How to fix litter and graffiti.
Taking to the streets
The key issues:
- Rome has long been known for its colourful graffiti but recent years have seen street taggers and vandals marring public spaces.
- Rubbish collection in the city is not fit for purpose, with bins regularly overflowing, litter covering streets, squares and parks, and residents routinely complaining about the smell and hygiene worries.
- A fire at a waste-treatment plant in December 2018 tipped the dire rubbish problem in Rome into a crisis.
The solutions:
- Keep up momentum in the fight against graffiti by engaging communities and recruit more volunteers.
- Seek more corporate sponsorship to fund staff and outreach (a household cleaning brand is already on board).
- Lobby city hall in a practical way by asking waste-disposal experts to demonstrate best practice.
Luigi Capello
Founder and CEO, Luiss Enlabs and LVenture Group
With an azure sky meeting the white travertine arches above Rome’s Termini station, it is hard not to be positive about Luiss EnLabs, a vast start-up space set up in 2013. But this is Rome and things are rarely simple, says Luigi Capello, head of LVenture Group, a venture capital company that manages this 5,500 sq m accelerator space in a colossal wing of the 1930s fascist-era station building.
A lack of investment prompted a brain drain post 2008 that Capello says he’s striving to plug, painting a picture of Rome that is not nearly as sunny as his offices. But with a relatively large student population of 300,000 and top-notch universities such as Luiss (the venture’s official academic partner) and La Sapienza, Rome’s human potential is obvious. And so Luiss EnLabs has gathered some 60 local and international start-ups working on everything from food technology to analytics and big data, with Capello’s LVenture Group offering “micro seed” (up to €145,000) or “seed’” (up to €250,000) investments to help them grow. Within the modernised, lofty spaces of Luiss EnLabs, a Roman start-up culture is being fostered. The list is impressive, from GenomeUp, a software that supports patient diagnosis through DNA analysis, to Moovenda, a food-delivery platform.
While Rome’s bureaucracy and crumbling infrastructure are entrenched, Capello points to some of the more tantalising aspects of resettling in Rome. “Despite it all, quality of life is high here. Maybe because there is less capacity, prices are still competitive.” Good, inexpensive food, affordable rent and a pleasant climate all help make Rome tempting.
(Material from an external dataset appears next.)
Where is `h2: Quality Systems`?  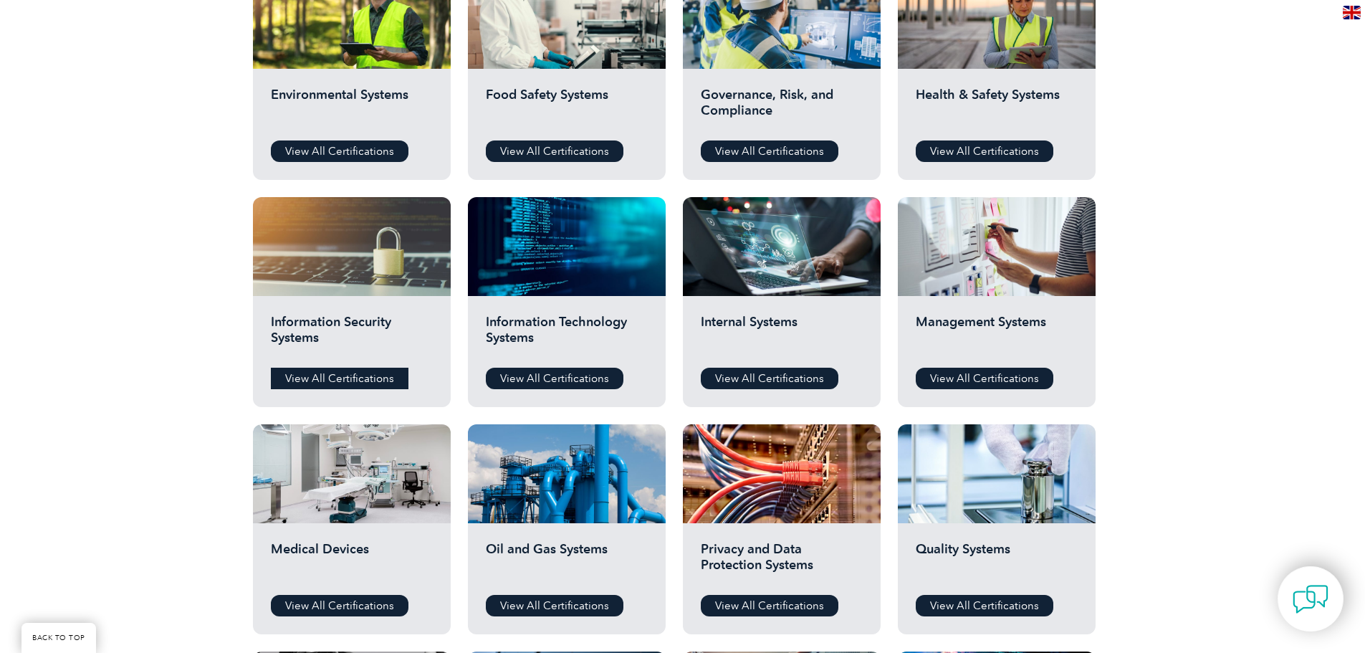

Capello and his LVenture Group have also found that there is opportunity and growth to be had here. The key, says Capello, is to align closely to the institutions and resources doing well, and avoid those that aren’t working. By investing in and promoting promising start-ups, the venture that Capello has created is becoming a success in the face of difficulties that would make most venture capitalists wince.
How to fix the brain drain.
Nurturing talent The key issues:
The key issues:
- Rome was hit hard following the 2008 global economic crisis. Companies relocated, job opportunities were scarce and unemployment skyrocketed.
- Despite Rome’s myriad quality universities, the city had trouble retaining young talent. A sizeable brain drain saw graduates move abroad to work.
- Ambitious Romans who wanted to stay in their hometown were stymied by failing infrastructure and little official support.
The solutions:
- Increase collaboration between universities, corporate sponsors and state institutions.
- Continue investing in early-stage start-ups and those business that are ready to scale up.
- Keep lobbying for much better transport and mobility for the city.